February 20, 2026 01:08 am (IST)
Follow us:
facebook-white sharing button
twitter-white sharing button
instagram-white sharing button
youtube-white sharing button
PM Modi warns ‘AI must not control humans’ as India unveils bold tech vision at AI Impact Summit 2026 | Former South Korean President Yoon Suk Yeol sentenced to life over failed martial law bid | Tata Group joins hands with OpenAI in massive AI push to transform India and global industries | Epstein Files row: Bill Gates to skip keynote address at AI Summit 2026 | AI Impact Summit: Google launches game-changing America-India Connect plan with $15 billion backing | AI takes centre stage as Modi meets Google CEO Sundar Pichai in Delhi | G7 Spotlight: Emmanuel Macron invites Narendra Modi for 2026 Summit | AI Summit embarrassment! Galgotias University asked to vacate stall after ‘own robot’ exposed as China’s Unitree Go2 | Actor Rajpal Yadav granted interim bail in ₹9-crore cheque bounce case | Learn AI or become redundant: Microsoft India President issues stark message

South Sudan: UN agency air operation delivers agriculture aid

| | Oct 06, 2015, at 02:36 pm
New York, Oct 6 (IBNS): The UN Food and Agriculture Organization (FAO) on Monday announced that its rapid response operation in conflict-torn South Sudan has delivered livelihood assistance to 60,000 food-insecure households in hard-to-reach areas of northern Jonglei, Unity and Upper Nile States, where food stocks are running out and most families have been unable to produce food through farming or fishing this year.

The recent deliveries of livelihood kits add to the 430,000 crop, vegetable and fishing kits FAO already distributed earlier this year to support an estimated 2.3 million people facing severe food insecurity and soaring malnutrition.

“In many parts of South Sudan the rainy season is hampering access by road and regular fixed-wing flights, so FAO has been using the only means possible to reach these communities – helicopters,” said Abdoul Karim Bah, FAO’s Emergency Response Manager for South Sudan, in a press release.

“This means we can also more easily take advantage of small windows of opportunity to distribute aid—so as the ceasefire continues to hold, we‘ve been able to move quickly to reach areas that haven’t been reached since the start of the conflict,” he added.

At the end of August, the country’s President, Salva Kiir, signed a peace agreement with the former Vice-President Riek Machar, ending the 20 month-long conflict. The security situation in South Sudan had been deteriorated steadily since political in-fighting between them and their respective factions erupted in December 2013.

As of 1 October, FAO says it has delivered more than 70,000 livelihood kits through the operation. Each kit weighs no more than 2 kilograms and contains seven varieties of vegetable seeds and fishing materials to increase people's food intake and combat high rates of malnutrition by diversifying diets.

At the same time, FAO announced it is carrying out control missions to prevent outbreaks of livestock diseases, administering drugs and vaccines to high-risk areas.

Meanwhile, access problems and concerns for staff security have reportedly been severely limiting aid reaching remote and isolated communities in conflict-affected areas in recent months, which called for alternative ways to deliver aid quickly and safely.

“With this operation, our presence on the ground is limited to a maximum of 30 minutes, which is just enough time to handover the inputs to our partners,” said Serge Tissot, FAO’s Representative in South Sudan.

With more than two million people having been uprooted from their homes due to conflict, FAO further underlined that it is committed to enabling farmers, fisherfolk and herders to plant crops, fish waterways and protect livestock from fatal diseases in the areas where they have found shelter.

Photo: FAO

Support Our Journalism

We cannot do without you.. your contribution supports unbiased journalism

IBNS is not driven by any ism- not wokeism, not racism, not skewed secularism, not hyper right-wing or left liberal ideals, nor by any hardline religious beliefs or hyper nationalism. We want to serve you good old objective news, as they are. We do not judge or preach. We let people decide for themselves. We only try to present factual and well-sourced news.

Support objective journalism for a small contribution.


Your task ▸ Give back the full listing exactly as written.
[Opening Input records section]
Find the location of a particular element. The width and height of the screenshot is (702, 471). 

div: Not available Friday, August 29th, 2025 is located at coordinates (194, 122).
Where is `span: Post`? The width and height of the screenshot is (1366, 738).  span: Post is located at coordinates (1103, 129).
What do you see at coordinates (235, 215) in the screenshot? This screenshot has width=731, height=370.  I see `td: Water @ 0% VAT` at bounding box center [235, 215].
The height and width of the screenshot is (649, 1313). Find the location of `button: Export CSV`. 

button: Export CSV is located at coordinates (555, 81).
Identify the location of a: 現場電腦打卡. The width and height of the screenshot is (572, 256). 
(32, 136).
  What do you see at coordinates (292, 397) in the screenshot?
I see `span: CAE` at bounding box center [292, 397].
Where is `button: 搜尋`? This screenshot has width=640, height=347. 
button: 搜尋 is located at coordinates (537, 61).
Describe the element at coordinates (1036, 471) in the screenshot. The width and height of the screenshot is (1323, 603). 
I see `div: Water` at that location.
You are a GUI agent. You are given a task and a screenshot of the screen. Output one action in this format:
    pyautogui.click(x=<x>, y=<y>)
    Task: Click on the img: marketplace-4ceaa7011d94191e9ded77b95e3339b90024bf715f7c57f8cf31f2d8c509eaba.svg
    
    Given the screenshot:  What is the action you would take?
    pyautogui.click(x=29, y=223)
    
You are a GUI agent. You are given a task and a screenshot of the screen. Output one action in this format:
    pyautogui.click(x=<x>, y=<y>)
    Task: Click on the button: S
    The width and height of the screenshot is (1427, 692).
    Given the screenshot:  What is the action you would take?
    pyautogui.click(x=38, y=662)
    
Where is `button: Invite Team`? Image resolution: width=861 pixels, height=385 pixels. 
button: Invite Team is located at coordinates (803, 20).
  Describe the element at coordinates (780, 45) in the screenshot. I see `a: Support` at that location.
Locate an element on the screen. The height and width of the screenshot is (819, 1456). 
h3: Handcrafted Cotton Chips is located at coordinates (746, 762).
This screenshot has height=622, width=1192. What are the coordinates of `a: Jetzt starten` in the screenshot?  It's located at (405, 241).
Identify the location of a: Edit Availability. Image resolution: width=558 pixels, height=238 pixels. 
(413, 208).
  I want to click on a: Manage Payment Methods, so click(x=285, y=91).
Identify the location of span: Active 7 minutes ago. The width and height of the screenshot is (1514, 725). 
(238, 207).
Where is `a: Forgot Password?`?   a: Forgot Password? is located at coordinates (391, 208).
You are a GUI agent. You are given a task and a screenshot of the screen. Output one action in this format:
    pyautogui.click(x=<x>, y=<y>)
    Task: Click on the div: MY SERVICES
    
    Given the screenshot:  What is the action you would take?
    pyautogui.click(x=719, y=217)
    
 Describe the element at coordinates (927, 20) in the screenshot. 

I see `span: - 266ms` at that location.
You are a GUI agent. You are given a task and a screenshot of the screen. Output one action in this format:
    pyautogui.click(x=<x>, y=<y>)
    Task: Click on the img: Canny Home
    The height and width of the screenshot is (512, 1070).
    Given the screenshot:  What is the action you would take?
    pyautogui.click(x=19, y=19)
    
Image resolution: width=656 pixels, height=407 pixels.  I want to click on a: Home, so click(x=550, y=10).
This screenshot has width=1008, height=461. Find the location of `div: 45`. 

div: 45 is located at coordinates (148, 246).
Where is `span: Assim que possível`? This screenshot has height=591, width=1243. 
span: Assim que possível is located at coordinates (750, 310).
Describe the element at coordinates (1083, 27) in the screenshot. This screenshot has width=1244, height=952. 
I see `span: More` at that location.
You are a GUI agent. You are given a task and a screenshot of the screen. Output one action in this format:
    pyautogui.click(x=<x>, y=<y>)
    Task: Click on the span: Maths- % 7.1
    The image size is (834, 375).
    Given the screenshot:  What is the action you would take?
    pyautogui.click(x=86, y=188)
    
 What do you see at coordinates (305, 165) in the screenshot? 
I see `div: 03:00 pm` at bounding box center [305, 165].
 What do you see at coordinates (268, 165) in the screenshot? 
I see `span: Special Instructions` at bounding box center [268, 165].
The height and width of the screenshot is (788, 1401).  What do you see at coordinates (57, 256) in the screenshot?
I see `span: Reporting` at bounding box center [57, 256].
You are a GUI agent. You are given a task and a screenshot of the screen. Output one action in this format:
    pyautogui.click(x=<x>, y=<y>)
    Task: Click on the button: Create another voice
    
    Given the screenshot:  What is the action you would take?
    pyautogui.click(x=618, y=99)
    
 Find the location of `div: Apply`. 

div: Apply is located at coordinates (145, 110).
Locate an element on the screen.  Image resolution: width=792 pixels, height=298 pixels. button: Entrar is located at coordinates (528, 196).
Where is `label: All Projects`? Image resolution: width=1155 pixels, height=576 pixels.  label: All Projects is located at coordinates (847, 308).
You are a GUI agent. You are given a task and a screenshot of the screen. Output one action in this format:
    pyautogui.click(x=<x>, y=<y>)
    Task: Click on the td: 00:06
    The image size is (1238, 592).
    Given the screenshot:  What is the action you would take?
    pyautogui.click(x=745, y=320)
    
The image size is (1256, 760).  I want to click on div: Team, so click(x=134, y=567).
[Closing Input records section]
Output ▸
Find the location of a particular element. The width and height of the screenshot is (702, 471). 

div: Not available Friday, August 29th, 2025 is located at coordinates (194, 122).
Where is `span: Post`? The width and height of the screenshot is (1366, 738).  span: Post is located at coordinates (1103, 129).
What do you see at coordinates (235, 215) in the screenshot? This screenshot has width=731, height=370.  I see `td: Water @ 0% VAT` at bounding box center [235, 215].
The height and width of the screenshot is (649, 1313). Find the location of `button: Export CSV`. 

button: Export CSV is located at coordinates (555, 81).
Identify the location of a: 現場電腦打卡. The width and height of the screenshot is (572, 256). 
(32, 136).
  What do you see at coordinates (292, 397) in the screenshot?
I see `span: CAE` at bounding box center [292, 397].
Where is `button: 搜尋`? This screenshot has width=640, height=347. 
button: 搜尋 is located at coordinates (537, 61).
Describe the element at coordinates (1036, 471) in the screenshot. The width and height of the screenshot is (1323, 603). 
I see `div: Water` at that location.
You are a GUI agent. You are given a task and a screenshot of the screen. Output one action in this format:
    pyautogui.click(x=<x>, y=<y>)
    Task: Click on the img: marketplace-4ceaa7011d94191e9ded77b95e3339b90024bf715f7c57f8cf31f2d8c509eaba.svg
    
    Given the screenshot:  What is the action you would take?
    pyautogui.click(x=29, y=223)
    
You are a GUI agent. You are given a task and a screenshot of the screen. Output one action in this format:
    pyautogui.click(x=<x>, y=<y>)
    Task: Click on the button: S
    The width and height of the screenshot is (1427, 692).
    Given the screenshot:  What is the action you would take?
    pyautogui.click(x=38, y=662)
    
Where is `button: Invite Team`? Image resolution: width=861 pixels, height=385 pixels. 
button: Invite Team is located at coordinates (803, 20).
  Describe the element at coordinates (780, 45) in the screenshot. I see `a: Support` at that location.
Locate an element on the screen. The height and width of the screenshot is (819, 1456). 
h3: Handcrafted Cotton Chips is located at coordinates (746, 762).
This screenshot has height=622, width=1192. What are the coordinates of `a: Jetzt starten` in the screenshot?  It's located at (405, 241).
Identify the location of a: Edit Availability. Image resolution: width=558 pixels, height=238 pixels. 
(413, 208).
  I want to click on a: Manage Payment Methods, so click(x=285, y=91).
Identify the location of span: Active 7 minutes ago. The width and height of the screenshot is (1514, 725). 
(238, 207).
Where is `a: Forgot Password?`?   a: Forgot Password? is located at coordinates (391, 208).
You are a GUI agent. You are given a task and a screenshot of the screen. Output one action in this format:
    pyautogui.click(x=<x>, y=<y>)
    Task: Click on the div: MY SERVICES
    
    Given the screenshot:  What is the action you would take?
    pyautogui.click(x=719, y=217)
    
 Describe the element at coordinates (927, 20) in the screenshot. 

I see `span: - 266ms` at that location.
You are a GUI agent. You are given a task and a screenshot of the screen. Output one action in this format:
    pyautogui.click(x=<x>, y=<y>)
    Task: Click on the img: Canny Home
    The height and width of the screenshot is (512, 1070).
    Given the screenshot:  What is the action you would take?
    pyautogui.click(x=19, y=19)
    
Image resolution: width=656 pixels, height=407 pixels.  I want to click on a: Home, so click(x=550, y=10).
This screenshot has width=1008, height=461. Find the location of `div: 45`. 

div: 45 is located at coordinates (148, 246).
Where is `span: Assim que possível`? This screenshot has height=591, width=1243. 
span: Assim que possível is located at coordinates (750, 310).
Describe the element at coordinates (1083, 27) in the screenshot. This screenshot has width=1244, height=952. 
I see `span: More` at that location.
You are a GUI agent. You are given a task and a screenshot of the screen. Output one action in this format:
    pyautogui.click(x=<x>, y=<y>)
    Task: Click on the span: Maths- % 7.1
    The image size is (834, 375).
    Given the screenshot:  What is the action you would take?
    pyautogui.click(x=86, y=188)
    
 What do you see at coordinates (305, 165) in the screenshot? 
I see `div: 03:00 pm` at bounding box center [305, 165].
 What do you see at coordinates (268, 165) in the screenshot? 
I see `span: Special Instructions` at bounding box center [268, 165].
The height and width of the screenshot is (788, 1401).  What do you see at coordinates (57, 256) in the screenshot?
I see `span: Reporting` at bounding box center [57, 256].
You are a GUI agent. You are given a task and a screenshot of the screen. Output one action in this format:
    pyautogui.click(x=<x>, y=<y>)
    Task: Click on the button: Create another voice
    
    Given the screenshot:  What is the action you would take?
    pyautogui.click(x=618, y=99)
    
 Find the location of `div: Apply`. 

div: Apply is located at coordinates (145, 110).
Locate an element on the screen.  Image resolution: width=792 pixels, height=298 pixels. button: Entrar is located at coordinates (528, 196).
Where is `label: All Projects`? Image resolution: width=1155 pixels, height=576 pixels.  label: All Projects is located at coordinates (847, 308).
You are a GUI agent. You are given a task and a screenshot of the screen. Output one action in this format:
    pyautogui.click(x=<x>, y=<y>)
    Task: Click on the td: 00:06
    The image size is (1238, 592).
    Given the screenshot:  What is the action you would take?
    pyautogui.click(x=745, y=320)
    
The image size is (1256, 760).  I want to click on div: Team, so click(x=134, y=567).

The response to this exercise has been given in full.